Annet Gelink Gallery proudly presents The Undertakers, Yael Bartana’s (1970, Kfar-Yehezkel, Israel) sixth solo exhibition at the gallery.
Bartana’s latest video work, The Undertaker, forms the central point to the exhibition. Interlinked with Bartana’s performance Burry our weapons, not our bodies!, performed in conjunction with her solo show at the Philadelphia Museum of Art, The Undertaker explores a parallel reality in which the rallying cry to eliminate systemic violence and repression is met with action. Amplified by setting the film in Philadelphia, city of brotherly love and the birthplace of American democracy, the film’s
“historical pre-enactment” – a methodology conceived by Bartana The Undertaker, still, 2019
– lays bare the destructive, displacing current of violence than runs
through our history and present.
Calling to mind military aesthetics and rituals that celebrate war,The Undertaker assumes these militaristic expressions to call for an end to violence. The film follows an enigmatic figure leading an armed procession through the city centre of Philadelphia. The procession culminates in a ritualistic weapon burial at Laurel Hill cemetery that interweaves elements of Israeli movement-composer Noa Eshkol’s (1924-2007) 1953 choreography to commemorate the Holocaust. Eshkol’s work evokes military choreography, whilst focusing on life, loss and the attempt to move through grief. Non-narrative and without dialogue, The Undertaker firmly focuses on the bodily and physical. The procession, ritualistic burial and choreography meld together to form a monument to the living, built on the ghosts of the past.
The show also presents the progression in Bartana’s recent work which explores political movements and actions and tackles an array of possible scenarios through performance. Showing parallels to Bartana’s trilogy And Europe will be stunned (2007-2011), The Undertaker also lifts elements and characters from her 2017 performance What if Women Ruled the World. The often public enactments link her various projects together in their investigation of potential future outcomes and historical realities and sum up the “historical pre-enactment”: experiments that make present seemingly impossible futures.
For the exhibition the film is flanked by a number of physical works that refer back to the film and the Burry our weapons, not our bodies! performance. The film, prints and fossilised weapons present a vision for an alternate historical telling. Ostensibly fossilised weapons and a selection of masks are presented as historical artefacts, whilst life-sized prints portraying masked figures - the undertakers- silently bear witness. InThe Undertakers Bartana posits a communal experiment to expand our political imagination and foster hope for future beyond our current social perimeters.
Yael Bartana’s work also features in the current exhibition Modest Fashion at Stedelijk Museum Schiedam. Similalrly to The Undertakers, the work on view - a neon titled Patriarchy is History - signals potential futures or alternate realities. It also highlights the current reassessment of historical social constructs and furthers the push against the mechanisms that shape our past and present. As such, the work does not merely portray a hoped for reality, but lights the way forward.
Her work is currently on view in the solo show Cast Off at Fondazione Modena Art Visive until April 13, 2020.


* WHAT TO PRODUCE *
Down to the last line, set down the listing below exactly, apart from its pictures.

* SOURCE MATERIAL *
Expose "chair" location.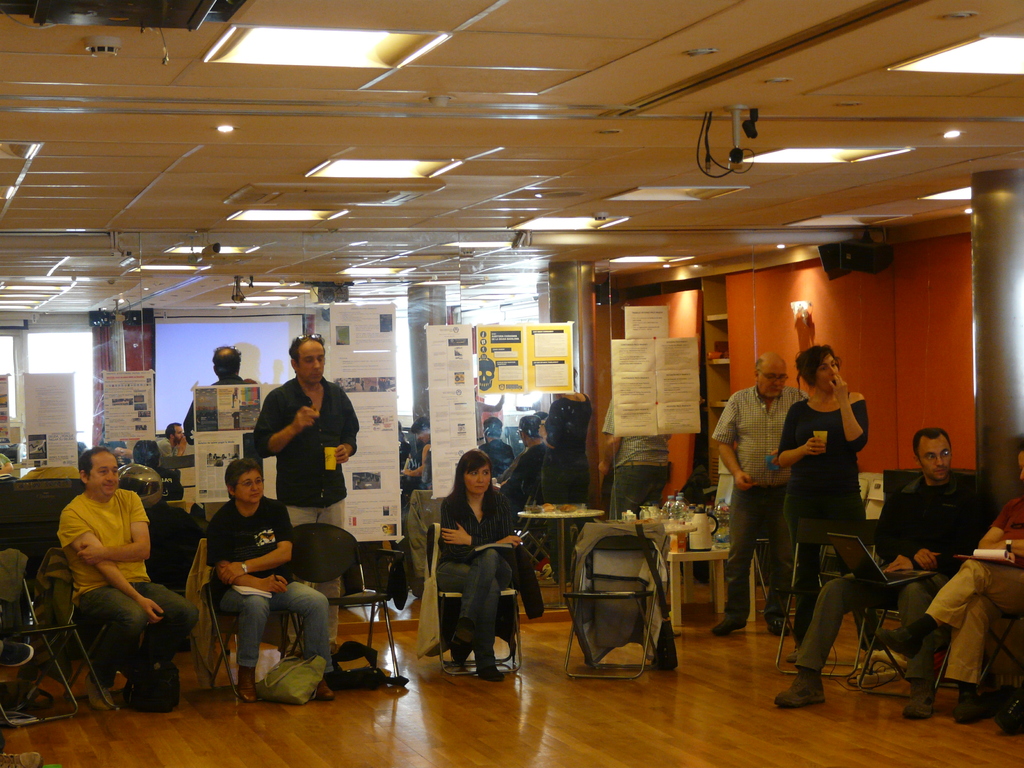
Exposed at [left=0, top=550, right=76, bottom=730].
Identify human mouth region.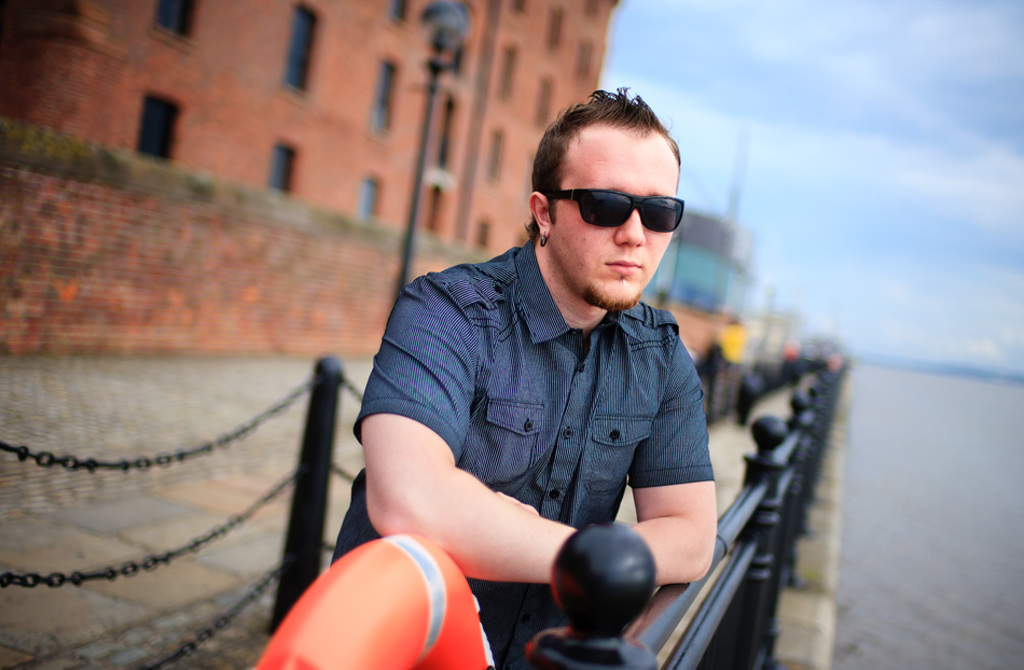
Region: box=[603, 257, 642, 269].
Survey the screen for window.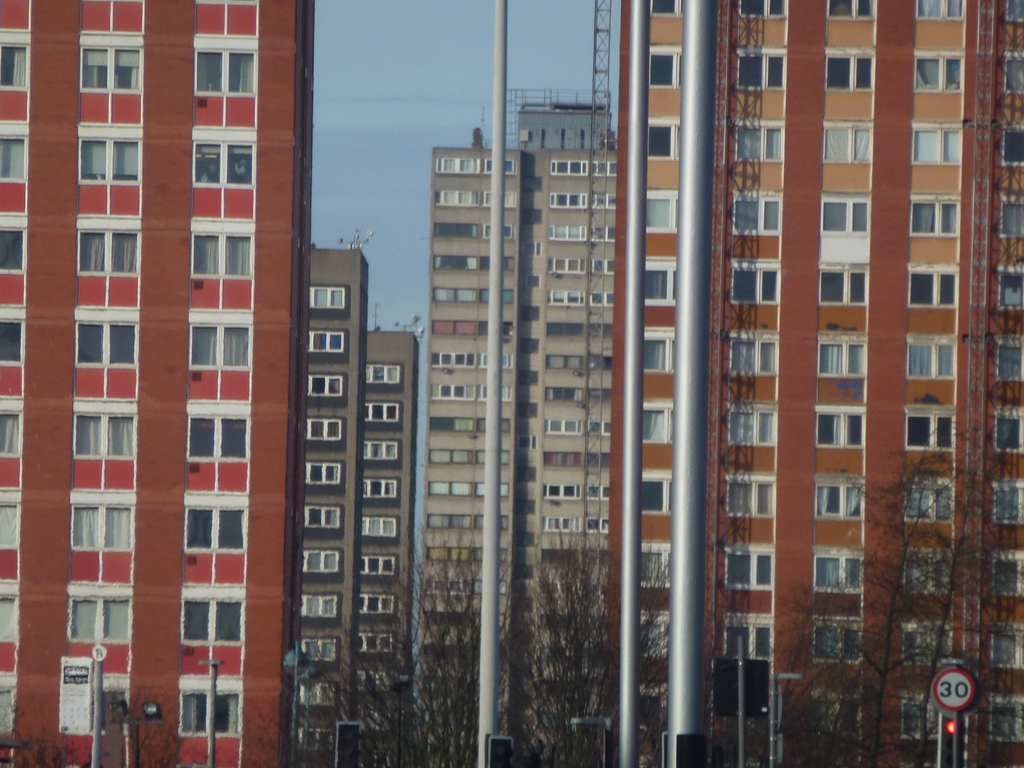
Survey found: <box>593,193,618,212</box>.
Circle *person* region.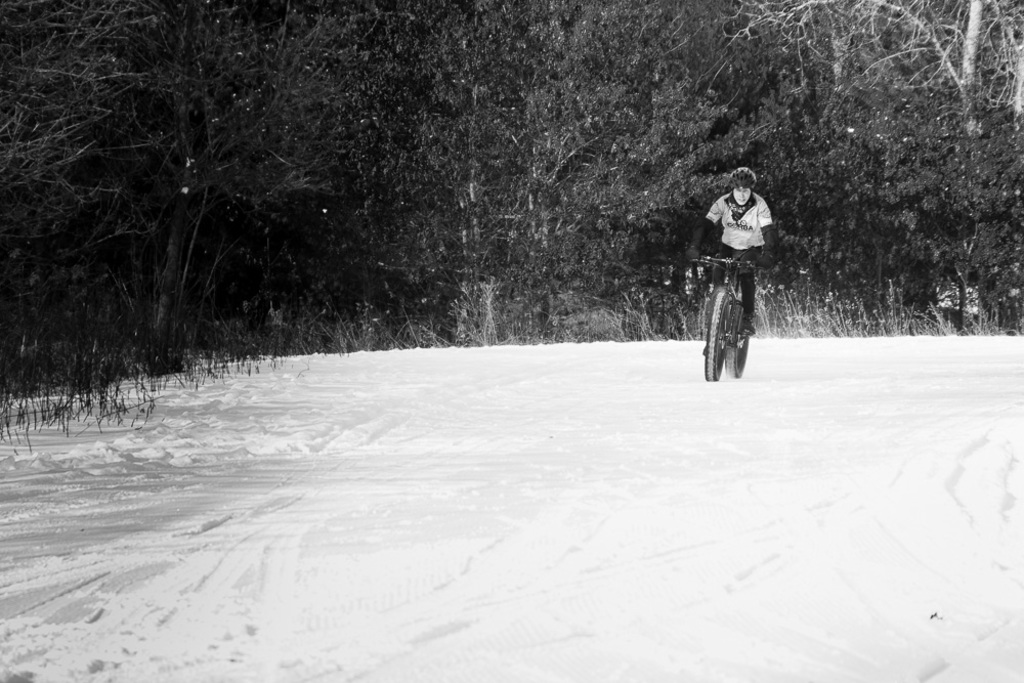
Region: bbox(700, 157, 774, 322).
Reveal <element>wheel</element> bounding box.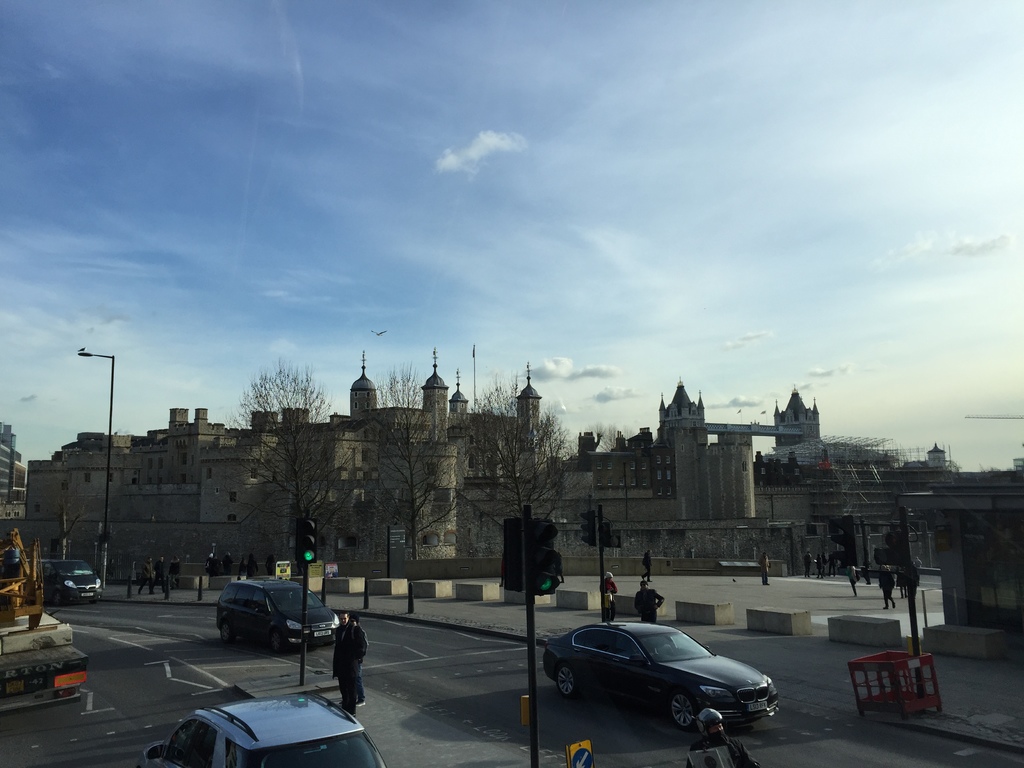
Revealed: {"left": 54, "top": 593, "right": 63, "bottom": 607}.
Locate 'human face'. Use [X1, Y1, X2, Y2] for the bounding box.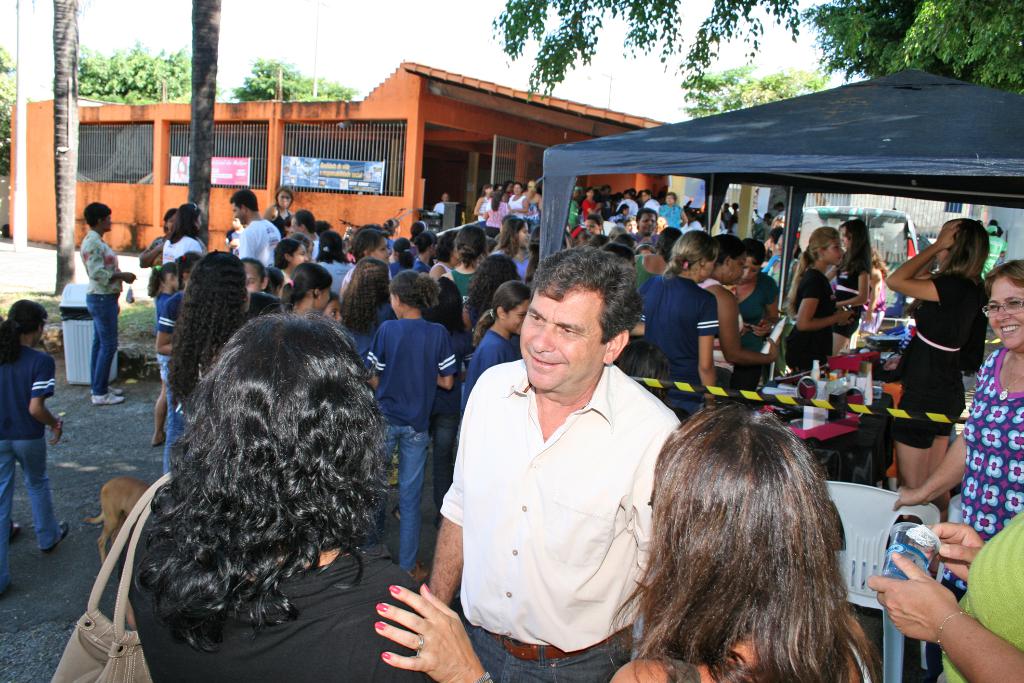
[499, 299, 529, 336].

* FINISHED TASK *
Expose "chair" location.
Exposed at [left=0, top=550, right=76, bottom=730].
Identify human mouth region.
Region: box=[603, 257, 642, 269].
Survey the screen for window.
Survey found: <box>593,193,618,212</box>.
Circle *person* region.
Region: bbox(700, 157, 774, 322).
Reveal <element>wheel</element> bounding box.
Revealed: {"left": 54, "top": 593, "right": 63, "bottom": 607}.
Locate 'human face'. Use [X1, Y1, X2, Y2] for the bounding box.
[499, 299, 529, 336].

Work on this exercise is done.